That story about a group of Poles allegedly flying into Ireland every month to collect welfare is yet another reminder of how dramatically the country has changed in 20 years. It struck a particular chord with me because, once upon a time, I might have had a role in the fraud investigation.
Back in the mid-1980s, I worked for a while in the Department of Social Welfare, in a section called UA/UB Decisions. The UA/UB bit stood for Unemployment Assistance and Unemployment Benefit - disputes about these were referred to us by the employment exchanges. But what little glamour the job had derived from the abbreviation by which the section was popularly known. We always used this when answering the phone, picking up the receiver and announcing, simply: "Decisions". Not even the Taoiseach gets to say that.
The 1980s was a boom period for social welfare, with record growth on all schemes. If you had written a book then predicting the emergence of a wealthy Ireland that would be a magnet for migrants, some of whom would fly here from Poland to collect welfare (allegedly), taking advantage of an Irish-inspired revolution in low-cost air travel, bookshops would have filed your work under "science fiction". Also, it would have been assumed you were on drugs.
Fraud was not my brief, most of the time. My speciality was family problems, typically involving male welfare recipients who drank or gambled all the money. As well as being before Ryanair and the fall of Communism, this was the tail-end of the era when a man automatically received all the dependants' allowances, even if his wife was claiming too.
So distraught women often complained to the employment exchanges, and the exchanges would ring Dublin, where a confident-sounding young man would answer the phone saying: "Decisions". Solomon-like, the man would then ask the exchange to secure independent corroboration of the family circumstances - following which, a discreet arrangement would be made to redistribute the money.
That was the sort of thing I did, mostly. But there was an occasion once when I was briefly assigned to fraud; and for a while, investigations by welfare officers would land on my desk. They were mostly routine cases, where guilt had been admitted and the offenders were already repaying the money at 50p a week, with a promise to increase this if they got a job. The only individual case I remember ever dealing with involved a Traveller family.
I mention they were Travellers only because the lack of a fixed address - and a multiplicity of non-fixed ones - was central to their alleged activities. These included a cross-border element, involving the only border that welfare recipients could afford to cross back then. And the case stands out in my memory because it caused all decisiveness to desert me.
Their file was at least two inches thick. It covered three or possibly four generations of the family, led by a genius who, according to the investigator, had committed "every possible permutation" of UA/UB fraud, including claims for fictional children. The investigation appeared to be a masterpiece too. The trouble was I didn't know where to start with it.
Partly this was because of the investigator's handwriting (the file was entirely handwritten), which was all but illegible. The officer concerned was in every other way a model professional. He was so fastidious in his work, it was joked that the appearance of his car anywhere near a building site resulted in men scampering down ladders and fleeing across fields.
But his writing was atrocious. It wasn't untidy, like a doctor's. On the contrary, it was as neat as everything else he did. It's just that his calligraphic style did not involve closing any loops, so that his a's and o's looked like u's, his q's looked like y's, and his p's looked like upside down h's. I spent long periods staring at it. But I was as helpless as the early Egyptologists before they found the Rosetta Stone.
He bought a typewriter later, or was given one. And even in this case, he had succeeded in his main goal: ending the scam. Once rumbled, the family had fled the jurisdiction. A successful prosecution or recovery of money now was unlikely.
I can't even remember what was required of me in the case: a rubber stamp of some kind, probably. But whatever it was, I failed to supply it during my short stint in fraud. The file just sat there on the desk, rebuking me every time I picked up the phone and said: "Decisions". Just as I had inherited it from my predecessor, I bequeathed it in due course.
I enjoyed my time in social welfare. The period coincided with a push to get us to wear name-tags, so that we would not be the "faceless civil servants" of popular scorn. I remembered that when, a few months after I left, a former colleague - like me a "deciding officer" - was dragged from his house one night and shot in both legs.
He was the unfortunate person to whom the task of ending the dole payments of one Martin Cahill devolved, after it emerged that Cahill was Ireland's leading criminal. I read of the shooting in Australia, where I was on the first year of a career break. And amid the sympathy I felt for a colleague - who has recovered and flourished since, happily - I couldn't help the thought that getting out of social welfare when I did had been one of my better decisions.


▸ TASK TO COMPLETE
Only a number is wanted here: the count of lines in the data below where the string "bottom" occurs.

-=-=-=-=-

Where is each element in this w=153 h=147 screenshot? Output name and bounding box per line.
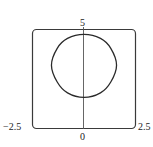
y-tick-bottom-label: 0: [80, 132, 85, 142]
curve-series: [51, 34, 116, 97]
x-tick-left-label: −2.5: [3, 122, 21, 132]
y-tick-top-label: 5: [80, 18, 85, 28]
chart-canvas: [0, 0, 153, 147]
x-tick-right-label: 2.5: [138, 122, 151, 132]
plot-frame: [33, 30, 136, 129]
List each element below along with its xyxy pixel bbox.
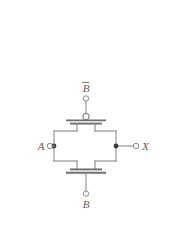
transmission-gate-schematic: B A X B: [0, 0, 170, 227]
label-input: A: [37, 140, 45, 152]
input-path: [47, 131, 77, 161]
label-control-complement-text: B: [83, 82, 90, 94]
output-path: [95, 131, 139, 161]
label-control-complement: B: [82, 82, 89, 94]
label-control-true: B: [83, 198, 90, 210]
junction-dot-output: [114, 144, 119, 149]
figure-root: B A X B: [0, 0, 170, 227]
terminal-ring-control-bottom[interactable]: [83, 191, 88, 196]
terminal-ring-output[interactable]: [133, 143, 138, 148]
pmos-transistor: [66, 114, 106, 132]
pmos-gate-bubble-icon: [83, 114, 89, 120]
control-bottom-branch: [83, 173, 88, 196]
control-top-branch: [83, 96, 88, 114]
label-output: X: [141, 140, 150, 152]
nmos-transistor: [66, 161, 106, 173]
terminal-ring-control-top[interactable]: [83, 96, 88, 101]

-=-=-=-=-

▸ THE ANSWER
3